*What you will do:* Could you reproduce the lines below from the one with "What do you see at coordinates (218, 223)" through the one with "What do you see at coordinates (52, 24)"? Keep both ends and add nothing.

***** Data to process

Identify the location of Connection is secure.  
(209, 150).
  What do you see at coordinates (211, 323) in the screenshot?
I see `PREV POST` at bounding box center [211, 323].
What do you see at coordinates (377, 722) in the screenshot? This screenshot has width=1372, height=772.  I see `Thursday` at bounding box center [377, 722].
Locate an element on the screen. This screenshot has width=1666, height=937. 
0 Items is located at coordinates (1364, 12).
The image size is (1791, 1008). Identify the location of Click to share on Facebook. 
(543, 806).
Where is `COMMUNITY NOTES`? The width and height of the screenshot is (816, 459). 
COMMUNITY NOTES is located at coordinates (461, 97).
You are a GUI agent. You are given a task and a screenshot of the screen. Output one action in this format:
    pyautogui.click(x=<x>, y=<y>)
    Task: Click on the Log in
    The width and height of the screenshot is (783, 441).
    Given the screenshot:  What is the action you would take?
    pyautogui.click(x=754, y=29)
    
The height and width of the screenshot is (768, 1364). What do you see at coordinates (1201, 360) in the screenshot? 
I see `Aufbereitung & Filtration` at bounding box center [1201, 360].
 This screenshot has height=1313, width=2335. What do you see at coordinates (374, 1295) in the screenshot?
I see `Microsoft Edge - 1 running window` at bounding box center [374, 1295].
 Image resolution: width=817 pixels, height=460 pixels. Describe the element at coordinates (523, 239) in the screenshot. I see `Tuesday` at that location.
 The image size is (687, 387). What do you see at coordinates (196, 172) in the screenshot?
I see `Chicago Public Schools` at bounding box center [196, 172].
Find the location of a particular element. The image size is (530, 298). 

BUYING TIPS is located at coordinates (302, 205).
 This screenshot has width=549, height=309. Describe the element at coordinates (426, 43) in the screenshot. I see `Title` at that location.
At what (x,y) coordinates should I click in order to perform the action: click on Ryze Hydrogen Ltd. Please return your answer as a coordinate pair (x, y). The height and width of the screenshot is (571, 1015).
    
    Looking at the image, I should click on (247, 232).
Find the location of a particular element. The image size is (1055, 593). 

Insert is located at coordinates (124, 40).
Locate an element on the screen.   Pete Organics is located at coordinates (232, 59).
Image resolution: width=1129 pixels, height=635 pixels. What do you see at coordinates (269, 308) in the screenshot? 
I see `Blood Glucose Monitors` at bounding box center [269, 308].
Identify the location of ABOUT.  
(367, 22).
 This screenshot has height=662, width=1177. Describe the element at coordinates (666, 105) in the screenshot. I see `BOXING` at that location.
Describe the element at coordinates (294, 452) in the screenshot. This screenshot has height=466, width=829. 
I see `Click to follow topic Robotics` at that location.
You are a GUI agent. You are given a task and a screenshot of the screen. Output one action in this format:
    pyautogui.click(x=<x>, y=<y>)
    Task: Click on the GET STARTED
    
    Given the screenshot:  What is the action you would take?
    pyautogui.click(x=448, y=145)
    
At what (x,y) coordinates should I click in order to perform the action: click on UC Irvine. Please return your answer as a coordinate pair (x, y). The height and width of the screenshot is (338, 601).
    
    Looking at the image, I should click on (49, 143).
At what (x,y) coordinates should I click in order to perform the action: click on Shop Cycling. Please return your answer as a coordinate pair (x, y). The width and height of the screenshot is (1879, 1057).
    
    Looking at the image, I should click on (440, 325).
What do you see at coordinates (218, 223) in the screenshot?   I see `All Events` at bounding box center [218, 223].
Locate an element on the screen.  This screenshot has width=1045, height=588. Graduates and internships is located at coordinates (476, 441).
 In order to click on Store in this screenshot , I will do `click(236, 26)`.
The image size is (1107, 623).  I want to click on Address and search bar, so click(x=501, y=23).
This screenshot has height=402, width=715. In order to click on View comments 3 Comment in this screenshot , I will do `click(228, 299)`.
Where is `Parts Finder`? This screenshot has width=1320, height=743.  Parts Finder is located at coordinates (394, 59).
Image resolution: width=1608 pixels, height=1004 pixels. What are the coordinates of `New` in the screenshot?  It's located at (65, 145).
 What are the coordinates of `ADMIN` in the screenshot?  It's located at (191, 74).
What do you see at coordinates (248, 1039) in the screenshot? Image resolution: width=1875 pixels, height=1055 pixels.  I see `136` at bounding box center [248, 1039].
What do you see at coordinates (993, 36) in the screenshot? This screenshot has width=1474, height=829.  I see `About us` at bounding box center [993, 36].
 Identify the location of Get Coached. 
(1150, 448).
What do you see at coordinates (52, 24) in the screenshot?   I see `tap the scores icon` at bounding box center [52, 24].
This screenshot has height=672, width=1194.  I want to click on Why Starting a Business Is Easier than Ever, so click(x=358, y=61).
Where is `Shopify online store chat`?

**********

*Problem solution:*
What do you see at coordinates (218, 223) in the screenshot?   I see `All Events` at bounding box center [218, 223].
Locate an element on the screen.  This screenshot has width=1045, height=588. Graduates and internships is located at coordinates (476, 441).
 In order to click on Store in this screenshot , I will do `click(236, 26)`.
The image size is (1107, 623).  I want to click on Address and search bar, so click(x=501, y=23).
This screenshot has height=402, width=715. In order to click on View comments 3 Comment in this screenshot , I will do `click(228, 299)`.
Where is `Parts Finder`? This screenshot has width=1320, height=743.  Parts Finder is located at coordinates (394, 59).
Image resolution: width=1608 pixels, height=1004 pixels. What are the coordinates of `New` in the screenshot?  It's located at (65, 145).
 What are the coordinates of `ADMIN` in the screenshot?  It's located at (191, 74).
What do you see at coordinates (248, 1039) in the screenshot? Image resolution: width=1875 pixels, height=1055 pixels.  I see `136` at bounding box center [248, 1039].
What do you see at coordinates (993, 36) in the screenshot? This screenshot has width=1474, height=829.  I see `About us` at bounding box center [993, 36].
 Identify the location of Get Coached. 
(1150, 448).
What do you see at coordinates (52, 24) in the screenshot?   I see `tap the scores icon` at bounding box center [52, 24].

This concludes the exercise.